Wednesday, September 14, 2011

"Never look down on anybody unless you're helping him up." ~ Jesse Jackson Who are you helping up?

This is a scarily relevant question for me. For the past year, I could be the poster child for helping behavior. Maybe not the kind of helping that the prompt is hoping to elicit, which I imagine to be the mentoring/working in a soup kitchen type of helping, but helping nonetheless.
I moved my 88-year-old blind and hard-of-hearing mother from her own home in Florida to a senior retirement center in Macon in June of 2010. Let me preface this by saying that I love my mom dearly, but we’ve never been extremely close or compatible and I do admit to some trepidation as to how this move would impact my life. I calmed those fears with images of my mother making new friends her own age, swapping life stories, knocking on each other’s doors for afternoon tea. And as she increased her social interaction, I pictured myself gracefully bowing out, dropping by once or twice a week to visit, pay her bills, take her grocery shopping.
Unfortunately, those visions haven’t come to fruition and I still find myself stopping at her apartment every day after work. The social interaction, with the exception of her lunch hour in the dining room, is non-existent. As I arrive on pretty days, I see many of the elderly ladies sitting outside, chatting and laughing. But my mother is alone in her apartment, listening to her talking books. She’s never been an outdoor person—too hot, too cold, too windy, too buggy—you get the picture. (Am I really her daughter?) The fact that she can’t see and has fallen twice also plays a big role in her reluctance to venture out. She’s very dependent on my visits, requesting that I call her if I can’t stop, which deters me from calling because I then have to come up with a viable “reason.”
I never know how long I’ll be there or what I’ll find when I stop. One day she had accidentally dumped an entire new box of detergent between her washer and dryer, which reside in a hallway closet.  I  wrestled the machines out of the closet, cleaned up the soap, and wrestled them back in again. Another day, deciding to rearrange things, she had emptied her entire clothes closet on her bed, forgetting that she couldn’t see to match up the pants and blouses again. I’m Ms. Fix-It for any broken items (or items that she thinks are broken due to operator error).  I’ve learned to interpret the numerous financial statements she receives for her complicated system of stocks and bonds, and I often repeat those figures over and over again to an 88-year-old mind that now hopelessly scrambles numbers.

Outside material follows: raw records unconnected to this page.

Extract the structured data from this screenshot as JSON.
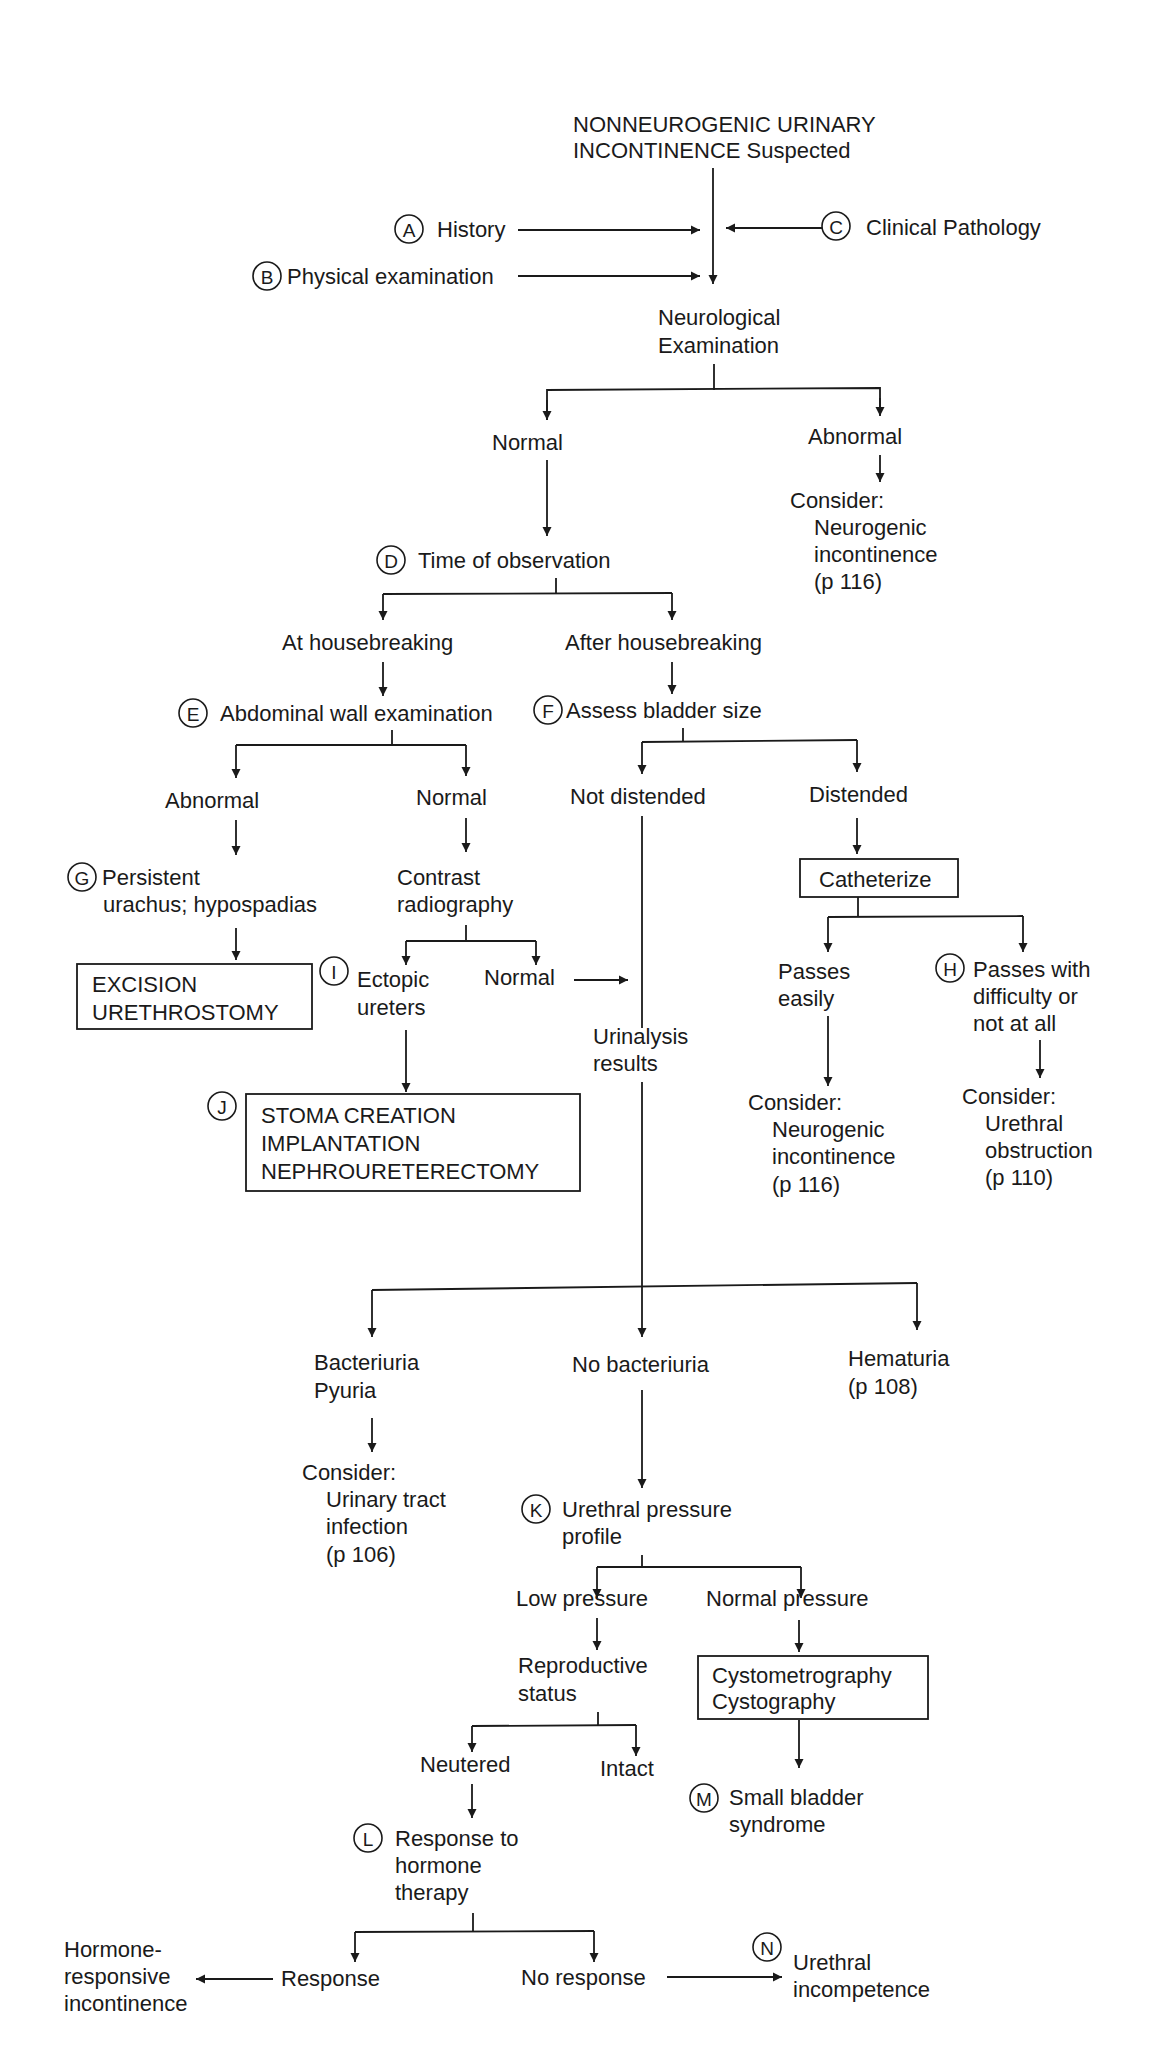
{
  "title": [
    "NONNEUROGENIC URINARY",
    "INCONTINENCE Suspected"
  ],
  "inputs": {
    "history": {
      "badge": "A",
      "label": "History"
    },
    "physical": {
      "badge": "B",
      "label": "Physical examination"
    },
    "clinpath": {
      "badge": "C",
      "label": "Clinical Pathology"
    }
  },
  "neuro": [
    "Neurological",
    "Examination"
  ],
  "neuro_normal": "Normal",
  "neuro_abnormal": "Abnormal",
  "neuro_consider": [
    "Consider:",
    "Neurogenic",
    "incontinence",
    "(p 116)"
  ],
  "time": {
    "badge": "D",
    "label": "Time of observation"
  },
  "at_house": "At housebreaking",
  "after_house": "After housebreaking",
  "abdominal": {
    "badge": "E",
    "label": "Abdominal wall examination"
  },
  "bladder": {
    "badge": "F",
    "label": "Assess bladder size"
  },
  "abd_abnormal": "Abnormal",
  "abd_normal": "Normal",
  "not_distended": "Not distended",
  "distended": "Distended",
  "persistent": {
    "badge": "G",
    "lines": [
      "Persistent",
      "urachus; hypospadias"
    ]
  },
  "contrast": [
    "Contrast",
    "radiography"
  ],
  "catheterize": "Catheterize",
  "excision_box": [
    "EXCISION",
    "URETHROSTOMY"
  ],
  "ectopic": {
    "badge": "I",
    "lines": [
      "Ectopic",
      "ureters"
    ]
  },
  "contrast_normal": "Normal",
  "passes_easily": [
    "Passes",
    "easily"
  ],
  "passes_difficulty": {
    "badge": "H",
    "lines": [
      "Passes with",
      "difficulty or",
      "not at all"
    ]
  },
  "urinalysis": [
    "Urinalysis",
    "results"
  ],
  "stoma_box": {
    "badge": "J",
    "lines": [
      "STOMA CREATION",
      "IMPLANTATION",
      "NEPHROURETERECTOMY"
    ]
  },
  "cath_easy_consider": [
    "Consider:",
    "Neurogenic",
    "incontinence",
    "(p 116)"
  ],
  "cath_hard_consider": [
    "Consider:",
    "Urethral",
    "obstruction",
    "(p 110)"
  ],
  "bacteriuria": [
    "Bacteriuria",
    "Pyuria"
  ],
  "no_bacteriuria": "No bacteriuria",
  "hematuria": [
    "Hematuria",
    "(p 108)"
  ],
  "uti_consider": [
    "Consider:",
    "Urinary tract",
    "infection",
    "(p 106)"
  ],
  "pressure": {
    "badge": "K",
    "lines": [
      "Urethral pressure",
      "profile"
    ]
  },
  "low_pressure": "Low pressure",
  "normal_pressure": "Normal pressure",
  "repro": [
    "Reproductive",
    "status"
  ],
  "cysto_box": [
    "Cystometrography",
    "Cystography"
  ],
  "neutered": "Neutered",
  "intact": "Intact",
  "small_bladder": {
    "badge": "M",
    "lines": [
      "Small bladder",
      "syndrome"
    ]
  },
  "hormone": {
    "badge": "L",
    "lines": [
      "Response to",
      "hormone",
      "therapy"
    ]
  },
  "hormone_responsive": [
    "Hormone-",
    "responsive",
    "incontinence"
  ],
  "response": "Response",
  "no_response": "No response",
  "incompetence": {
    "badge": "N",
    "lines": [
      "Urethral",
      "incompetence"
    ]
  }
}
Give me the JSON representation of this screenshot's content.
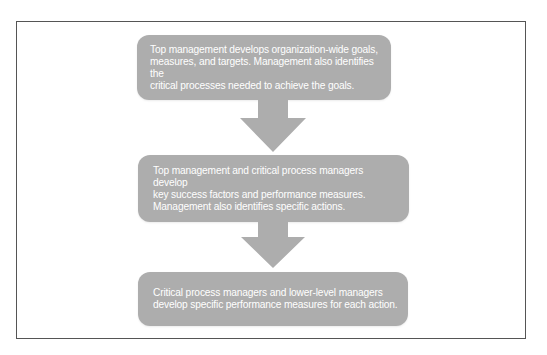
{
  "diagram": {
    "type": "flowchart",
    "direction": "top-to-bottom",
    "colors": {
      "box_fill": "#adadad",
      "box_text": "#ffffff",
      "arrow_fill": "#adadad",
      "frame_border": "#555555",
      "background": "#ffffff"
    },
    "steps": [
      {
        "text": "Top management develops organization-wide goals,\nmeasures, and targets. Management also identifies the\ncritical processes needed to achieve the goals."
      },
      {
        "text": "Top management and critical process managers develop\nkey success factors and performance measures.\nManagement also identifies specific actions."
      },
      {
        "text": "Critical process managers and lower-level managers\ndevelop specific performance measures for each action."
      }
    ],
    "connectors": [
      {
        "from": 0,
        "to": 1,
        "icon": "down-arrow-icon"
      },
      {
        "from": 1,
        "to": 2,
        "icon": "down-arrow-icon"
      }
    ]
  }
}
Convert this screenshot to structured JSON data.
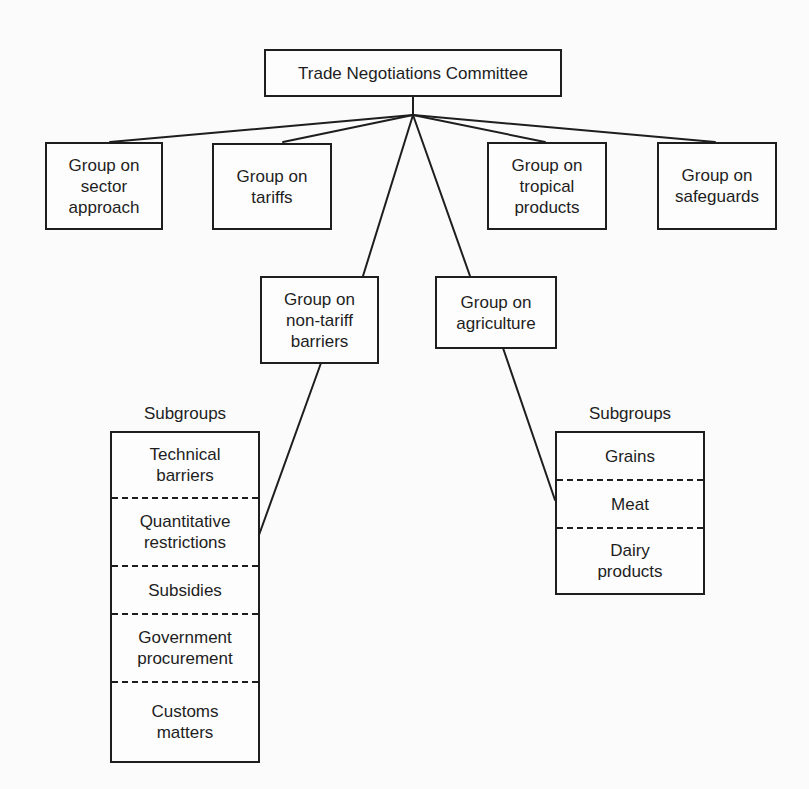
{
  "diagram": {
    "root": {
      "label": "Trade Negotiations Committee"
    },
    "groups": [
      {
        "id": "sector",
        "label": "Group on\nsector\napproach"
      },
      {
        "id": "tariffs",
        "label": "Group on\ntariffs"
      },
      {
        "id": "tropical",
        "label": "Group on\ntropical\nproducts"
      },
      {
        "id": "safeguards",
        "label": "Group on\nsafeguards"
      },
      {
        "id": "non_tariff",
        "label": "Group on\nnon-tariff\nbarriers"
      },
      {
        "id": "agriculture",
        "label": "Group on\nagriculture"
      }
    ],
    "non_tariff_subgroups": {
      "title": "Subgroups",
      "items": [
        "Technical\nbarriers",
        "Quantitative\nrestrictions",
        "Subsidies",
        "Government\nprocurement",
        "Customs\nmatters"
      ]
    },
    "agriculture_subgroups": {
      "title": "Subgroups",
      "items": [
        "Grains",
        "Meat",
        "Dairy\nproducts"
      ]
    },
    "edges": [
      [
        "Trade Negotiations Committee",
        "Group on sector approach"
      ],
      [
        "Trade Negotiations Committee",
        "Group on tariffs"
      ],
      [
        "Trade Negotiations Committee",
        "Group on tropical products"
      ],
      [
        "Trade Negotiations Committee",
        "Group on safeguards"
      ],
      [
        "Trade Negotiations Committee",
        "Group on non-tariff barriers"
      ],
      [
        "Trade Negotiations Committee",
        "Group on agriculture"
      ],
      [
        "Group on non-tariff barriers",
        "Subgroups (non-tariff barriers)"
      ],
      [
        "Group on agriculture",
        "Subgroups (agriculture)"
      ]
    ],
    "colors": {
      "ink": "#1e1e1e",
      "paper": "#fbfbfb"
    }
  }
}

She imparts a sense of urgency to all awaiting tasks. One afternoon, when I got up to leave after an extended visit, she said, “Oh, I wanted you to sew this button on my blouse.”  My heart sinking and my stomach growling for dinner, I asked, “How about if I do that tomorrow?” She hesitated. “Well… I was hoping you could do it today.”  So I caved, all the while thinking of her closet full of clothes and wondering why, in her mind, this blouse had to be repaired NOW.
My mother has always enjoyed telling stories, repeating her favorite tales over and over again whether the listener has heard them before or not. Aging has exacerbated that quality, and her forgetfulness causes her to change the details or even switch the people involved. I listen without correcting or interrupting, even when the story is sometimes repeated twice or (God help me) three times in the same conversation.
So before you nominate me for sainthood, let me just say that my helping behavior produces a veritable cornucopia of feelings and emotions, and they aren’t all pretty.  I’m often struggling to keep the impatience out of my voice. I’m fighting the resentment over the loss of “me” time, and then feeling guilty and selfish over that very resentment. And all the while, I’m sad to see her confusion and helplessness, worried over whether she’s really happy—and wondering what I’ll be like in MY old age.